From dollar sign to hard-won voice
Kesha grew up in Nashville writing with her mom, hit big with wild, hooky pop, and later showed a raw, honest side that leans rock and soul. After resolving her long legal fight in 2023 and stepping away from old label control, she is steering her sound with more grit and choice. Expect
TiK ToK,
Die Young,
Praying, and
Eat the Acid to shape the set, moving from loud release to quiet power and back. The crowd trends mixed: longtime Animals in neon boots, hyperpop fans pulled by
Slayyyter, and pop-culture nostalgics catching
Heidi Montag. Look for glitter under-eye stripes, thrifted sequins, and home-cut tees with
Animal,
Warrior, or
Rainbow stenciled across the front. Deep-cut heads know she sang uncredited on
Right Round before her own breakout. They also know a scrapped collab with The Flaming Lips,
Lip$ha, once had demos floating around forums. These setlist and staging notes are informed guesses from recent patterns and could change based on the night.
What might make the cut
The Kesha Scene: Glitter, Y2K Winks, and Warm Chants
Dress code: glitter and comfort
You will see glitter lids, silver face gems, bright mesh, and a run of cowboy boots nodding to early
Animal days. Fans trade bead bracelets and lyric stickers, and older heads bring back foam letter tees that spell out hooks from
We R Who We R or
TiK ToK. When
TiK ToK starts, the front rows shout the opening line before the band even hits, and during
Praying the phones go up but the chatter drops. Between sets, hyperpop kids from
Slayyyter mingle with reality-TV nostalgics cheering
Heidi Montag, and it feels easy, not split. Merch leans toward retro fonts, soft-wash tees, and low-cost sparkle items like hair tinsel and face stickers rather than big-ticket pieces. Chants pop up on the kick-snare hits before a drop, often just a clipped hey or a name shout, and then the melody takes over again. It is a scene that values release and kindness over posing, with space for both loud pop joy and the quiet parts too.

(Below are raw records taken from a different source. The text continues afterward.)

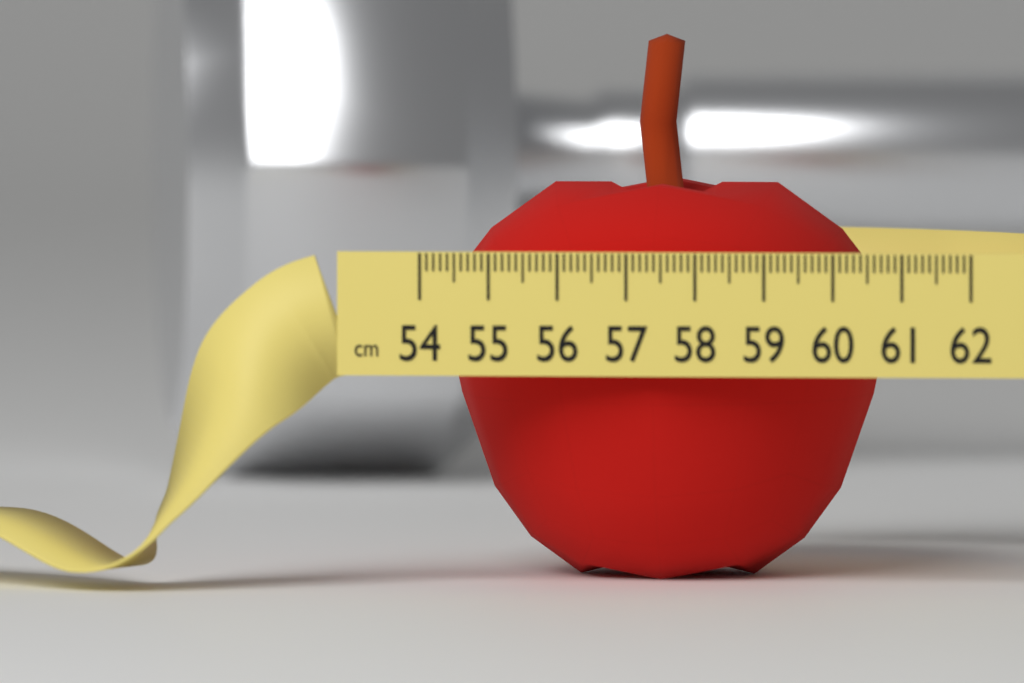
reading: 60.7 cm
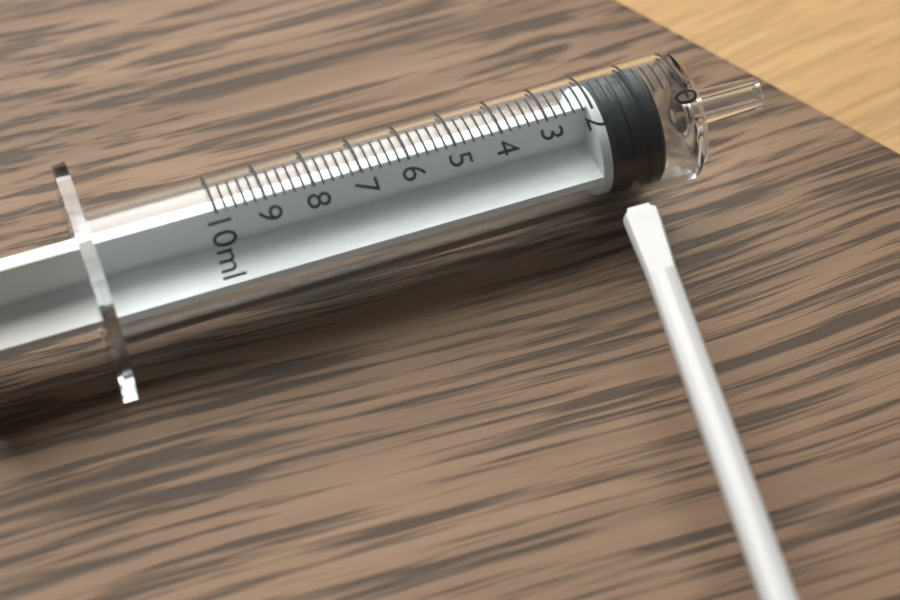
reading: 0.6 ml
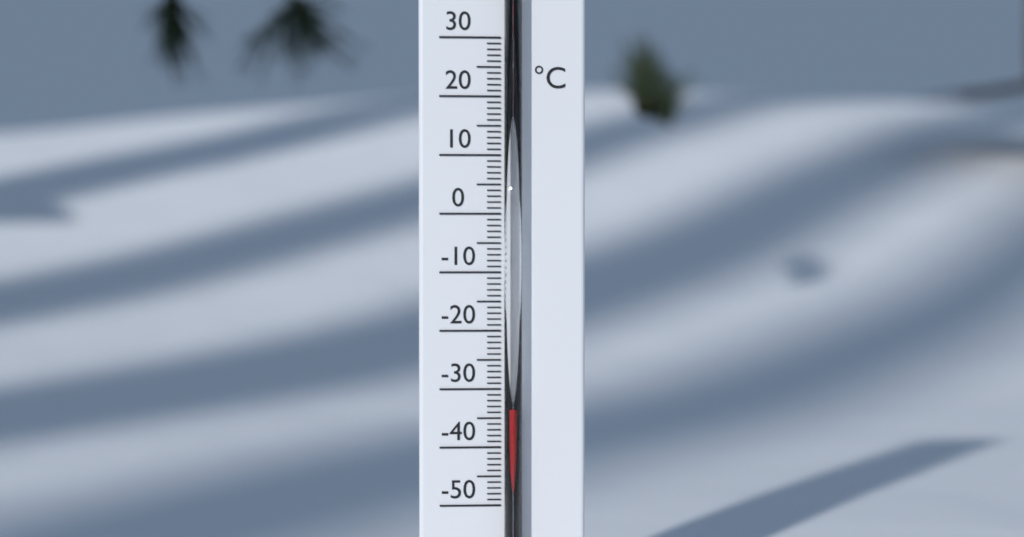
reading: -33 °C
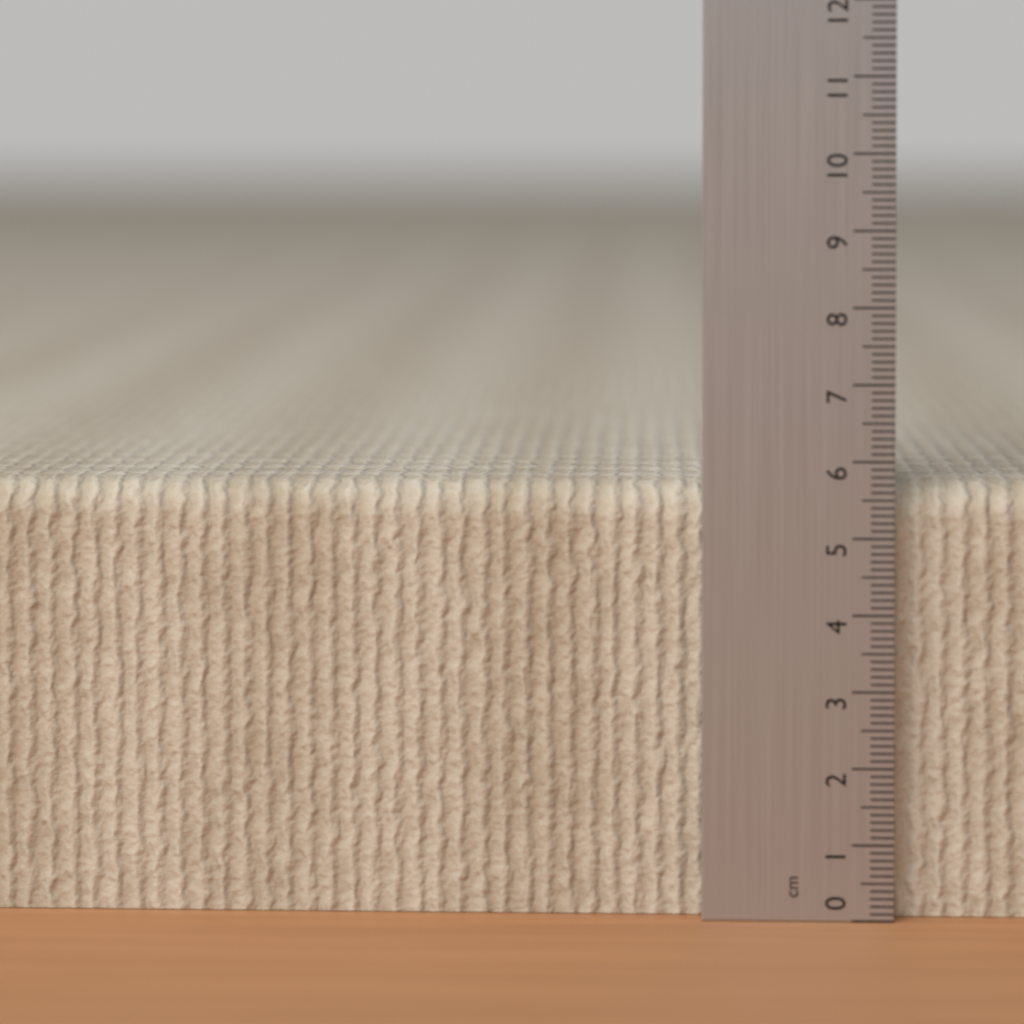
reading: 5.7 cm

Rituals that make the night breathe
How Kesha Sounds Live: Hooks, Grit, and Lift
Built for big choruses
Kesha tends to sing with a bright, chesty edge, then flips to a clear head tone for lines that need lift. Her band keeps the core simple: punchy kick and snare, rubbery bass, and a guitar that doubles the synth hooks so they feel bigger. She often stretches a bridge, then drops into a half-time thump before slamming the last chorus, a move that hits hard on
Die Young and
Blow. On newer material like
Eat the Acid, the tempos sit a touch slower live, letting the low synths breathe while backing vocals carry the shimmer. A neat detail: she stacks slightly detuned doubles under the main melody, so the chorus feels rough in a good way without getting messy. Lights favor bold color blocks and quick strobes on the drops, while verses stay in moody blues so the vocal story reads. When the drummer cues a four-on-the-floor run and she leads a call-and-response chant, the room locks to the beat without killing the melody.
Little studio tricks, big stage payoffs
If You Like Kesha, Try These Too
Hooks, hearts, and hybrids
Fans of
Charli XCX will vibe with the sugar-rush hooks and club-ready drops that sit next to left-field choices.
Kim Petras brings a glossy, high-camp pop punch that overlaps with
Kesha at her most playful.
Tove Lo shares the confessional dance-pop lane, where messy feelings ride on big beats. If you love the heartfelt, arena-sized sparkle of
Carly Rae Jepsen, you will likely connect with the melodic focus and clean chorus writing here. And
Doja Cat fans who chase shape-shifting sets and sharp crowd work will find a similar sense of play. All of these artists trade in hooks you can shout, but they also bend pop rules live, which is a big draw for this festival slot.